The only sure way of preserving everything so that at a later date you can if you wish re-edit is to keep your vsp file and all of the original material.
You should aim to render the least number of times - preferably once.
You do this by creating the MPEG2 file directly from your edited material.
Re: Creating a MPEG-2 file in VS 10 Plus question
Hi,jblank37 wrote:Using this tutorial: http://www.jonesgroup.net/media/vsone.htm
I have 40 minutes of video that I have captured. I have followed the jonesgroup tutorial step by step. Everything has worked great through creating the AVI file. Creating the AVI file took approx. 20 minutes. Now I close VS 10 Plus. Now I open VS 10 Plus. I then drag the AVI file into my timeline. The following pop-up, I click no. Then I click share, then create video file. I then click custom. I choose MPEG files. I click the options button and set the ULEAD VIDEO STUDIO, GENERAL, and COMPRESSION exactly as you have in your tutorial. I then clicked the OK button. It says in the tutorial that converting the AVI file to a MPEG-2 file should only take a few moments. It took 4 hours to do this. Any help in telling me what I might be doing wrong would be very much appreciated.
Thank you,
Friends, John
If you followed the exact settings in STEP 60 of that tutorial (for encoding your mpeg), that would mean you used a VBR two-pass encode at 9200kbps. At this high bitrate, I would say you do not need to do a two-pass encode (because that effectively just about doubles your encoding time, and I don't think the difference in resulting quality between a one-versus-two-pass encode would be visually noticeable given the high bitrate being used).

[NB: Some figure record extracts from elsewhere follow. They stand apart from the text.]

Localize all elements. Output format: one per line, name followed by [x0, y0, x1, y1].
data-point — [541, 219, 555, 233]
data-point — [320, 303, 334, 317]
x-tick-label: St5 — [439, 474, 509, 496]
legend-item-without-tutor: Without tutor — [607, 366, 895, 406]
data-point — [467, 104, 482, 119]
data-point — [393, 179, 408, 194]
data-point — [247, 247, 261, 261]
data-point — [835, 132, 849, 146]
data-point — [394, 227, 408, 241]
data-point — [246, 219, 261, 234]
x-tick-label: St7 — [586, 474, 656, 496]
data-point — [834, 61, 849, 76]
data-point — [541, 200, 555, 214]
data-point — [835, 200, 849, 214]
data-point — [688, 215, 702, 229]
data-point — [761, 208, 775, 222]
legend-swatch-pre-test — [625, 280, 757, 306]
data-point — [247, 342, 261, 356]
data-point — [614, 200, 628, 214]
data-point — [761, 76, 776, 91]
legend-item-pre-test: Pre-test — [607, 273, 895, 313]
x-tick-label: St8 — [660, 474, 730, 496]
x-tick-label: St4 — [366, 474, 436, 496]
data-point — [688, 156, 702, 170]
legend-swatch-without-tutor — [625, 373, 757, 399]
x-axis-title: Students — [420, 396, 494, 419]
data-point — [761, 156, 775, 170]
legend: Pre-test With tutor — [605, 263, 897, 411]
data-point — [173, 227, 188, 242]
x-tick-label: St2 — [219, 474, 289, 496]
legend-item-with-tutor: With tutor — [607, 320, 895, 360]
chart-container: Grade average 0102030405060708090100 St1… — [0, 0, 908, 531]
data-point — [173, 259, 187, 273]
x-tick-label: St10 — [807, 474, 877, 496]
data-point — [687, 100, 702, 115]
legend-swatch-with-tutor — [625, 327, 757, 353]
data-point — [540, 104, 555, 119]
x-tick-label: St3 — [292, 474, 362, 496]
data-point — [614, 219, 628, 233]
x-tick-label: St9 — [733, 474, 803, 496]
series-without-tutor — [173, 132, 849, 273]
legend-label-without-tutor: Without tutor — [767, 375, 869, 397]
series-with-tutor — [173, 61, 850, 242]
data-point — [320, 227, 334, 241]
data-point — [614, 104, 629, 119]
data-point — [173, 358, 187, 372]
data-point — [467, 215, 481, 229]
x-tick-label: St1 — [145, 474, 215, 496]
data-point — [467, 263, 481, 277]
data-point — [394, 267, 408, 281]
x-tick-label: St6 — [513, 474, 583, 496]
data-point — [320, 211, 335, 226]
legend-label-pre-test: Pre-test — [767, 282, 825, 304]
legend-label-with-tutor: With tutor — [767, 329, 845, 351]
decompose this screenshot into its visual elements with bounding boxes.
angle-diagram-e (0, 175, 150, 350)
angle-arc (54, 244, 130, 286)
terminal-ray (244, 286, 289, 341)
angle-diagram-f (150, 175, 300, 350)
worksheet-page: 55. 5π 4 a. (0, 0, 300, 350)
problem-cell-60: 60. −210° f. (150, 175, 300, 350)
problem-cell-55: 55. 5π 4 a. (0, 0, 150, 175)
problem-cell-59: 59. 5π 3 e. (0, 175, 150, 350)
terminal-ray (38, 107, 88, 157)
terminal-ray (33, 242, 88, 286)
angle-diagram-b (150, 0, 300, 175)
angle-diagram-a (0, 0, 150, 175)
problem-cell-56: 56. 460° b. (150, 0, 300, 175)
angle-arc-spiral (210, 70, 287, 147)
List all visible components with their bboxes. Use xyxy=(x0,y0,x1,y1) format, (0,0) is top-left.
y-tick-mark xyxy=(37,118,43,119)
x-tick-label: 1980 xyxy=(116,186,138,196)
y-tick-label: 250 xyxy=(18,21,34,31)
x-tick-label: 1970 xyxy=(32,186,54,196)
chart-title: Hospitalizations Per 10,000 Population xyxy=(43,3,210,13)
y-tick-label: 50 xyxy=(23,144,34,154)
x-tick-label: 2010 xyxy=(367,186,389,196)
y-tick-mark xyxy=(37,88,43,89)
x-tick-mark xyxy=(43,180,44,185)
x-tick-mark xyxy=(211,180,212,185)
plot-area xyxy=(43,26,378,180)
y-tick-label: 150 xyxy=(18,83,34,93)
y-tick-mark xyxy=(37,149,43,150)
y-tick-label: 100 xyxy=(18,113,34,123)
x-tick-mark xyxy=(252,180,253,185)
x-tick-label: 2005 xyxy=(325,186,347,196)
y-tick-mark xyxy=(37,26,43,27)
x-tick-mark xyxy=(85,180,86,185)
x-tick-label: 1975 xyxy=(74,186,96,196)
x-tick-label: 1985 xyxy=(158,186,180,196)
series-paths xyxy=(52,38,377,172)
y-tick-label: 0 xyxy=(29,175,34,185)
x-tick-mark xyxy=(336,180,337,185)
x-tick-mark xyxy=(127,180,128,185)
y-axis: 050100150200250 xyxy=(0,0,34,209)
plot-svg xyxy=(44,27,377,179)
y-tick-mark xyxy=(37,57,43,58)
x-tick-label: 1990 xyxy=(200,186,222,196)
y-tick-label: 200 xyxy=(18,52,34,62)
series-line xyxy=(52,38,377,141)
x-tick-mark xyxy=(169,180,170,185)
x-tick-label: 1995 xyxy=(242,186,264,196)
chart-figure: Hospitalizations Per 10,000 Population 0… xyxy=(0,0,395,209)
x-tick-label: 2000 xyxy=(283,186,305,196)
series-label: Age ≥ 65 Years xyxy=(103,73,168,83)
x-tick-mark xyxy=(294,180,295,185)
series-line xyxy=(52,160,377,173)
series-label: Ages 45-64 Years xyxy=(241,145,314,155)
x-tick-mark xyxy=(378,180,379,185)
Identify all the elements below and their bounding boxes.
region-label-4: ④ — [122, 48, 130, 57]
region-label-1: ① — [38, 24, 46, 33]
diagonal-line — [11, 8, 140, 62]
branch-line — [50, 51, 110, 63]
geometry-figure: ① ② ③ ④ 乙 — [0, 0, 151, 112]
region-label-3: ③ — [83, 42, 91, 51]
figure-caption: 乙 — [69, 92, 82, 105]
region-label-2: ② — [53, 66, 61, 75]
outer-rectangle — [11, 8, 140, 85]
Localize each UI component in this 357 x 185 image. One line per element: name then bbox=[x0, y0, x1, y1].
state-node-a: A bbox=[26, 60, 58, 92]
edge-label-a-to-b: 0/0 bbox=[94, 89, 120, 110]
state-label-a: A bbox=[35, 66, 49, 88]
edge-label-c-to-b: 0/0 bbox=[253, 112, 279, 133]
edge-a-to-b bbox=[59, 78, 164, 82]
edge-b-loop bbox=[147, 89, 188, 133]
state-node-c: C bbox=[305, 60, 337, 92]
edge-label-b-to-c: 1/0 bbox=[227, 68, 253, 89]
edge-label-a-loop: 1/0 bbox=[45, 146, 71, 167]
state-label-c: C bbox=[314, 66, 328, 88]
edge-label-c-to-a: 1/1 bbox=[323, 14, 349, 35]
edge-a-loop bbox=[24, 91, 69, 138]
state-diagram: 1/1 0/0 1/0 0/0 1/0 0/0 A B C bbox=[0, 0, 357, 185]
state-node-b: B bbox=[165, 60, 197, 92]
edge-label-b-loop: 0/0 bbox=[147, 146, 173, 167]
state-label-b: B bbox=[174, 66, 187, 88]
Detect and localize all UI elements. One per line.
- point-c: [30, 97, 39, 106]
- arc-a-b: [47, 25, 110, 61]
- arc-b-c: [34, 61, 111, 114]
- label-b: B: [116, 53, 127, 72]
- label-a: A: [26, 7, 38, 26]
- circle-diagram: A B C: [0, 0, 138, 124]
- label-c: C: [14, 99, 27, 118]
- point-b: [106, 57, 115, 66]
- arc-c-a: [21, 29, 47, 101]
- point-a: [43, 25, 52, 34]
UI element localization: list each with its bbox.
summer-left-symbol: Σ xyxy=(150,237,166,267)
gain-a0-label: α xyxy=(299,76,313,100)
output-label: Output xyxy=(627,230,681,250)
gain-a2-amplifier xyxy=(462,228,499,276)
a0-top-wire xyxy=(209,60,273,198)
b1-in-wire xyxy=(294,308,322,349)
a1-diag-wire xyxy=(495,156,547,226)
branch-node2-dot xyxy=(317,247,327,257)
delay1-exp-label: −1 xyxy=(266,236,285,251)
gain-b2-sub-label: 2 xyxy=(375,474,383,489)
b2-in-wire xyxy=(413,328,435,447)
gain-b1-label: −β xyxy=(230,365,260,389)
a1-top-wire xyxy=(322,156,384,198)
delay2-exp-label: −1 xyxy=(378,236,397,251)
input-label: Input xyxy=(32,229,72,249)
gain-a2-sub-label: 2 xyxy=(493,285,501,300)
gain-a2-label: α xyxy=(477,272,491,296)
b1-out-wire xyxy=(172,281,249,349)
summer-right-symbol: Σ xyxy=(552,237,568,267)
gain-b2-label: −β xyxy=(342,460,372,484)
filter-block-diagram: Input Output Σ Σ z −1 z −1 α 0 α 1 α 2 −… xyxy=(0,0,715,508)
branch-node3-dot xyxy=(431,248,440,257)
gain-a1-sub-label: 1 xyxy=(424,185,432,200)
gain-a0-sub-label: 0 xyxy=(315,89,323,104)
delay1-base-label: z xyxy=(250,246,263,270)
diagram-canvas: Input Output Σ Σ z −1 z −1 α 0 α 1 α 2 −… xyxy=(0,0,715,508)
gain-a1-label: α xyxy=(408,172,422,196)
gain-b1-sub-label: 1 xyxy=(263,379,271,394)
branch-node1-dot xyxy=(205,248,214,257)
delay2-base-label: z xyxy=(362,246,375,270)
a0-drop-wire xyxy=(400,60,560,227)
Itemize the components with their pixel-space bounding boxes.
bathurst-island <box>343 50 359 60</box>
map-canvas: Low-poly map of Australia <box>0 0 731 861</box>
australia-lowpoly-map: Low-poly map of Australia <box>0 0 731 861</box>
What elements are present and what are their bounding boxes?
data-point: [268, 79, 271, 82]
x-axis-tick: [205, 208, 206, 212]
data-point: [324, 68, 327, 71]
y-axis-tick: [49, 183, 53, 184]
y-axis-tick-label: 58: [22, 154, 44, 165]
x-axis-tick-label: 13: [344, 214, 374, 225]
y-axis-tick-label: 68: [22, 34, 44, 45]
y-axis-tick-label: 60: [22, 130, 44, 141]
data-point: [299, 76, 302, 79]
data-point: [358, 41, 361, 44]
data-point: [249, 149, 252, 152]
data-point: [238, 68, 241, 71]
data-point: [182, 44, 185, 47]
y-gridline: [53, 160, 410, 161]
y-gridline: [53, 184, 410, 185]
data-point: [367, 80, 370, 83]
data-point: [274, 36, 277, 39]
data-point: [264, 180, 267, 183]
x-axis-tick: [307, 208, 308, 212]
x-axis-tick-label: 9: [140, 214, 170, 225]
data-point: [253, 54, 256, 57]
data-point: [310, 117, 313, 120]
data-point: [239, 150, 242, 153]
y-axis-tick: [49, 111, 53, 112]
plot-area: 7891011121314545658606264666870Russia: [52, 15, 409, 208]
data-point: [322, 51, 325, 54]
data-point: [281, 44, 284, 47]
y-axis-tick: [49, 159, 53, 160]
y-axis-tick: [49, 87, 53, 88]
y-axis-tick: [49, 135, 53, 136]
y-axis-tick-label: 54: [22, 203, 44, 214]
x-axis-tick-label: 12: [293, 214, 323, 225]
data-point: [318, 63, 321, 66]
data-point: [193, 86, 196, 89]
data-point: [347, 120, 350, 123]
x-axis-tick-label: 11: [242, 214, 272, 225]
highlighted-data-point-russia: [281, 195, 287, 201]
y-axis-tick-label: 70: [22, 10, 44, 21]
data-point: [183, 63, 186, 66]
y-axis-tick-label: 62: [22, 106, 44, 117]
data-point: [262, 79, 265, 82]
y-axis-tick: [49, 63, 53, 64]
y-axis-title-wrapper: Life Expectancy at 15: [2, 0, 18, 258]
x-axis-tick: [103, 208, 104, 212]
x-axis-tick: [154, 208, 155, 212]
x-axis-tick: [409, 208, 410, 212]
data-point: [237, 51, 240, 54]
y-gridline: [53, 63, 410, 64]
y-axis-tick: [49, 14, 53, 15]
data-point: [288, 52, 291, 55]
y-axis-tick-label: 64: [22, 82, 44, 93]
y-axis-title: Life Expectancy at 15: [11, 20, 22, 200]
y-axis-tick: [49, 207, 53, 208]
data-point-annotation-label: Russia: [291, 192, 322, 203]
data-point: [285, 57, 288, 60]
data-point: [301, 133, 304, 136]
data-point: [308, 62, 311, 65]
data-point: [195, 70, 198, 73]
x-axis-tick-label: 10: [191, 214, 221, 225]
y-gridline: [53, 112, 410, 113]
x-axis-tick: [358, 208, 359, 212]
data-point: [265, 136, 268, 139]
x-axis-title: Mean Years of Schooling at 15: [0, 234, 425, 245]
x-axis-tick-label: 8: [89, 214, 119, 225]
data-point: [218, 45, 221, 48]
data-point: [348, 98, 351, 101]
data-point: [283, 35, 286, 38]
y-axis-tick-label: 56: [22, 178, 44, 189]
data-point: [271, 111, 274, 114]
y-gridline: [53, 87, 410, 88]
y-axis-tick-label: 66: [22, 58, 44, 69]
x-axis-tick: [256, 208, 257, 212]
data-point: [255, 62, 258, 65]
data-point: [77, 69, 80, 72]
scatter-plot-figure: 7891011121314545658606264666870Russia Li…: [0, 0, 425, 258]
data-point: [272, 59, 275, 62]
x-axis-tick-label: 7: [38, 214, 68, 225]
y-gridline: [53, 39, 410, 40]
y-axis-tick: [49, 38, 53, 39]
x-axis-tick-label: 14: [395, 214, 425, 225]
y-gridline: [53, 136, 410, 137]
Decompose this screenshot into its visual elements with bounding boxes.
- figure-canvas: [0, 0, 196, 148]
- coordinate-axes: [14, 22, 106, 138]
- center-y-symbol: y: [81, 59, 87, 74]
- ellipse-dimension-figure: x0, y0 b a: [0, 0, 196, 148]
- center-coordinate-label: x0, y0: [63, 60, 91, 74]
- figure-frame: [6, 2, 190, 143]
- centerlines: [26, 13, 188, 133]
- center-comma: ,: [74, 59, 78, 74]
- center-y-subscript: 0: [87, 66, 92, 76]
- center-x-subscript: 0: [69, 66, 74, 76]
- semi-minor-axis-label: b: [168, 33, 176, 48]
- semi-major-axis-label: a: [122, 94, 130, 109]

Assuming your source is DV .avi, I would recommend the following changes to those suggested settings (if anything, this should cut down the encoding time you experienced, and the resulting quality should be about equal to what you already did -- it will be subjective, so compare them on your TV to see if there's any visual difference)
-move the "speed-quality" slider from 70 to 95
-uncheck the two-pass option (i.e. use a single pass because you are going to be using a high bitrate anyways)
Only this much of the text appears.